Pepper offers best ideas for auditor

Democrat David Pepper, the 38-year-old Hamilton County commissioner, is a thoughtful candidate with a good plan for the office of state auditor. He should get your vote.

Both Mr. Pepper and his Republican opponent, Delaware County Prosecutor Dave Yost, want to root out waste and make government more efficient, but Mr. Pepper has more carefully studied other states for ideas that are working and can be applied here.

Mr. Pepper, a lawyer with two degrees from Yale, first ran for city council in the wake of racial riots in Cincinnati in 2001 and was picked by voters from a field that included 26 candidates. He narrowly lost a run for mayor of Cincinnati in 2005. Then in 2006, he won a hard-fought race against a high-profile Republican for county commission. That was no easy feat, requiring independent and Republican votes. Democrats are hopeful his crossover appeal and hard-fought past political battles translate to the state level.

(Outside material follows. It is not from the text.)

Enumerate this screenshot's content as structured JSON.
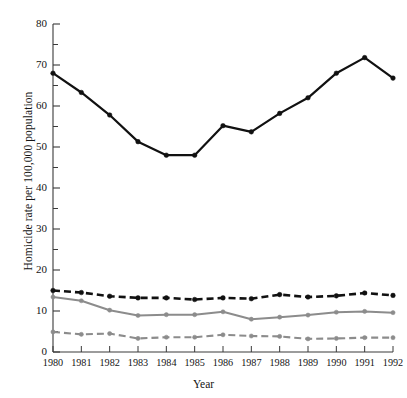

Mr. Yost, also an attorney, was county auditor in Delaware County from 1999 to 2003 before taking over as the county’s prosecuting attorney. He says he is the only candidate with relevant experience. But Mr. Yost is really a prosecutor by trade. In fact, he started out this year running for Ohio attorney general before a Republican Party deal brokered to protect Mike DeWine from a primary challenge landed him in the state auditor’s race. (He defeated Seth Morgan, R-Huber Heights, in the Republican primary for auditor in May.)

The major policy disagreement between the two men surrounds the use of “performance audits,” special examinations of public agencies that seek to squeeze waste out of their operations while improving service. Usually they are performed only when a public office requests the review or in cases of financial crisis.

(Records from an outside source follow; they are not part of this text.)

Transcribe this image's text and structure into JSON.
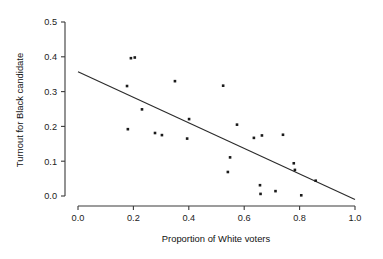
{
  "chart_data": {
    "type": "scatter",
    "title": "",
    "xlabel": "Proportion of White voters",
    "ylabel": "Turnout for Black candidate",
    "xlim": [
      0.0,
      1.0
    ],
    "ylim": [
      0.0,
      0.5
    ],
    "xticks": [
      "0.0",
      "0.2",
      "0.4",
      "0.6",
      "0.8",
      "1.0"
    ],
    "xtick_values": [
      0.0,
      0.2,
      0.4,
      0.6,
      0.8,
      1.0
    ],
    "yticks": [
      "0.0",
      "0.1",
      "0.2",
      "0.3",
      "0.4",
      "0.5"
    ],
    "ytick_values": [
      0.0,
      0.1,
      0.2,
      0.3,
      0.4,
      0.5
    ],
    "grid": false,
    "legend": "none",
    "marker": "small-filled-square",
    "marker_color": "#1a1a1a",
    "points": [
      {
        "x": 0.177,
        "y": 0.316
      },
      {
        "x": 0.18,
        "y": 0.192
      },
      {
        "x": 0.191,
        "y": 0.396
      },
      {
        "x": 0.205,
        "y": 0.398
      },
      {
        "x": 0.231,
        "y": 0.249
      },
      {
        "x": 0.278,
        "y": 0.181
      },
      {
        "x": 0.303,
        "y": 0.175
      },
      {
        "x": 0.35,
        "y": 0.33
      },
      {
        "x": 0.394,
        "y": 0.165
      },
      {
        "x": 0.401,
        "y": 0.221
      },
      {
        "x": 0.524,
        "y": 0.317
      },
      {
        "x": 0.541,
        "y": 0.069
      },
      {
        "x": 0.549,
        "y": 0.111
      },
      {
        "x": 0.574,
        "y": 0.205
      },
      {
        "x": 0.635,
        "y": 0.167
      },
      {
        "x": 0.657,
        "y": 0.031
      },
      {
        "x": 0.659,
        "y": 0.006
      },
      {
        "x": 0.664,
        "y": 0.174
      },
      {
        "x": 0.713,
        "y": 0.014
      },
      {
        "x": 0.74,
        "y": 0.176
      },
      {
        "x": 0.779,
        "y": 0.094
      },
      {
        "x": 0.783,
        "y": 0.075
      },
      {
        "x": 0.806,
        "y": 0.002
      },
      {
        "x": 0.858,
        "y": 0.044
      }
    ],
    "fit_line": {
      "type": "linear-regression",
      "x_start": 0.0,
      "y_start": 0.357,
      "x_end": 1.0,
      "y_end": -0.01,
      "slope": -0.367,
      "intercept": 0.357,
      "color": "#2b2b2b"
    }
  }
}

Mr. Yost wants performance audits to become routine, scheduling them publicly in advance over five years. He argues that would create incentives for agencies to improve their practices. Mr. Pepper wants to do more performance audits, too, but he would develop criteria based on agency size, risk, strategic value and potential savings to decide where to take a closer look. He says his process is based on best practices from other states, notably Washington, where he says a similar performance audit process saved $478 million.

Mr. Pepper’s idea is more cutting-edge and is a better bet for bigger savings. His other proposals also are patterned after successful programs elsewhere. Ohio, he says, could save money by sharing services across jurisdictions the way states like New York and New Jersey have. He argues the state could study, catalogue and share best practices, as Minnesota does.

Mr. Pepper is fond of saying the auditor could serve as the “quarterback” of the state’s efforts to increase efficiency. It’s an unfortunate metaphor. There can only be one quarterback among the elected statewide officeholders — the governor. Mr. Pepper, who sounds like a man with higher office in mind for the future, will have to keep his ambition in check to be effective as auditor.

In this race, however, he has a grander vision, better ideas, and is more driven. Mr. Pepper is the better choice.